Rake vs NAnt - a real-life example

Is it a good idea to replace some or all of your [N]Ant build with Rake? I finally decided to find it out, by actually doing it (*)

The story begins with a fairly normal, run of the mill, Nant build for a .NET project, building a fairly normal, run of the mill, enterprise application. Broadly, the build consists of three parts: database, compile/test and packaging for deployment. It took me several evenings (~20 hours total) to reimplement it with Rake and a couple of weeks to get pretty much everybody in the project to switch over to it.

My conclusion is "Rake rocks", and here is why:

* Our Rake build is a lot smarter about build product dependencies. For example, if I say 'rake test' and nothing has changed within the ./sql directory since the last build, the step for recreating the database is skipped. The same can be done with NAnt, however it would make it a lot more complex than I would personally be comfortable with (been there with a 3 kLOC Ant build once). I think that this feature alone saves about an hour of unproductive time per day across the project. Which makes it a worthwhile thing right away, and is the main reason why build users voluntarily use Rake in their development environments instead of NAnt (I keep both builds alive).

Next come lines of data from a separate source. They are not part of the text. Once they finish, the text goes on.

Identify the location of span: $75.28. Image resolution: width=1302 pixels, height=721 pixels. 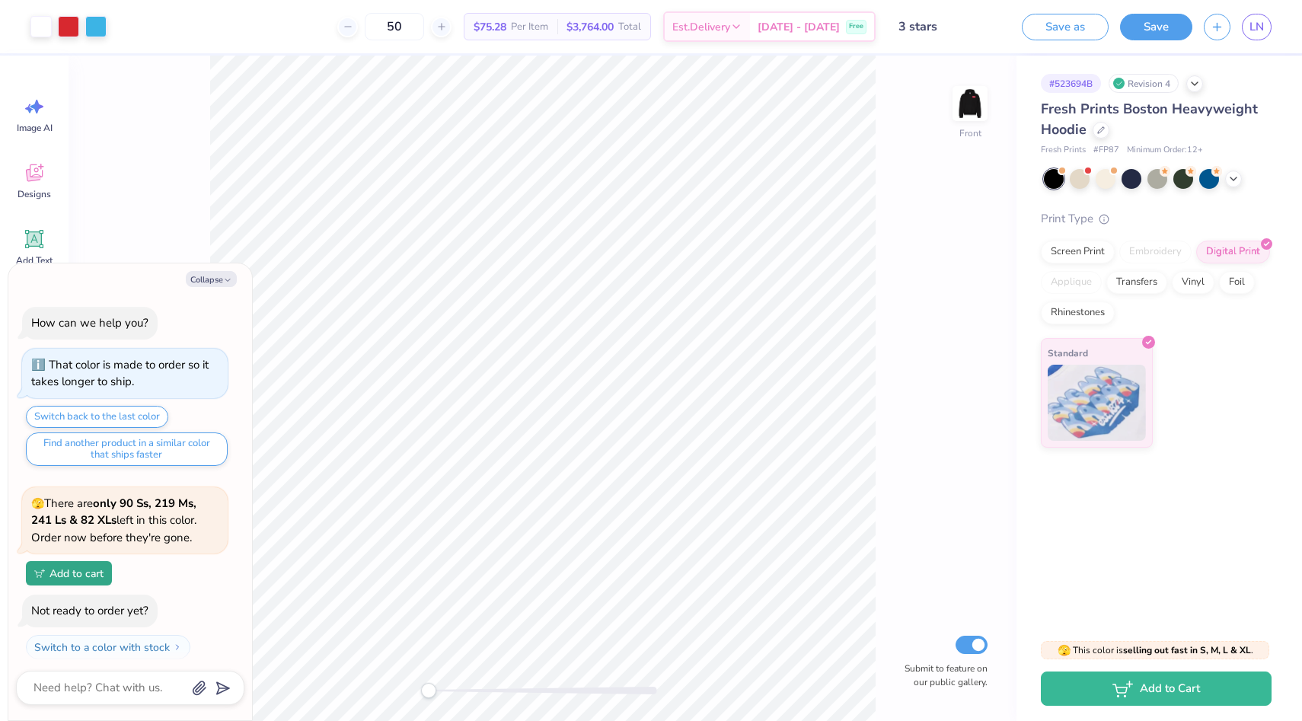
(490, 27).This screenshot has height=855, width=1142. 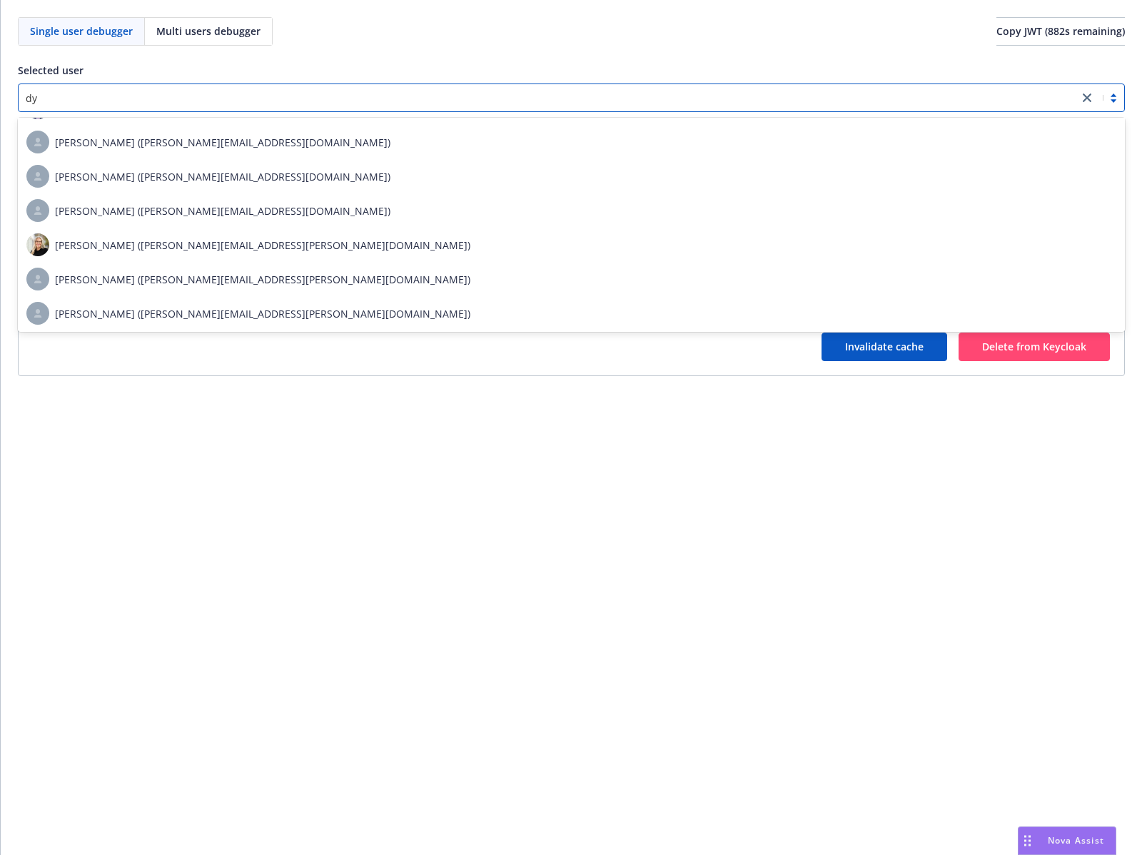 I want to click on span: Invalidate cache, so click(x=884, y=346). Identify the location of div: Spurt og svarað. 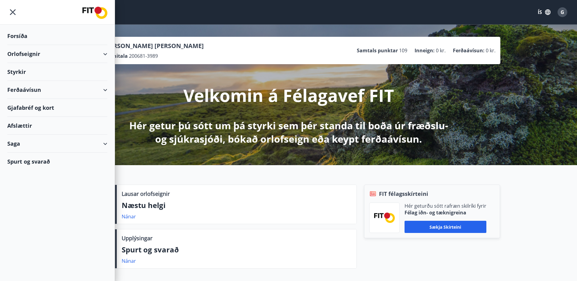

* Even when it has to do everything from scratch, our Rake build is slightly faster than our NAnt build, despite doing more than NAnt (such as checking tkmestamps etc). I half-expected it to be somewhat slower, and was afraid to find it much slower. It turns out that I was wrong.

* Custom tasks are very easy to write. E.g., the source for my csc task (compiles a FileList of C# sources) is mere 40 lines. Because they are so easy to write, it is affordable to have all sorts of small nice touches in the build, such as this method:

# Decides where should the database files be placed
def database_path
  return @database_path if @database_path
  path = PROPS['database_path']
  if path == '%default'
    # try to place database on the RAMDrive
    if File.exists?('B:/')
      path = 'B:\Databases'
    else
      path = 'C:\Databases'
    end
  end
   mkdir_p path unless File.exists? path
  return @database_path = path
end

Doing the same thing in NAnt build is, again, possible, but I would shy away from the extra complexity in this case.

* Custom tasks for Rake are written in the same language as the build file itself, require no compilation, and can be included in the build as easily as "require 'rake_helpers'".

* Ruby syntax is conveniently non-invasive, so it was trivial to give the aforementioned csc task an interface like this:
  csc :out => TEST_DLL,
      :sources => TEST_SOURCES,
      :resources => 'src/test/**/EmbeddedResources/**/*',
      :references => [APP_DLL, WEB_CONTROLS_DLL, 'tools/nunit/nunit.framework.dll', 'tools/nmock/NMock2.dll', 'lib/log4net/log4net.dll']

* I can use breakpoint.rb anywhere in the build file, custom tasks file or even Rake sources, therefore it tends to be much easier to troubleshoot the build problems.

* Since extraction of custom tasks and helper methods into a separate file is so easy, the build file itself is considerably shorter than Nant's and mostly deals with target dependencies. Not to mention the absence of closing XML tags and other such syntactic noise. The end result is something that conveys the big picture (what is built from what) much better.

* Finally, the icing on the cake: sh 'tools\nunit.exe ...' prints out a new dot after every test, rather than writing six lines of dots at once in the end, as Nant does... :slight_smile:

Morale: if you cannot have Ruby in production code, you may still find it useful for project automation and other non-production uses. Speaking of which, one day I may write about using ActiveRecord as a way to talk to the database in Watir tests. I am actually doing it, but not enough to be sure if it really was a good idea yet.

Best regards,
Alexey Verkhovsky

Footnotes:
* My _real_ purpose was adding another .rb file to our CVS, and eventually world domination (of course).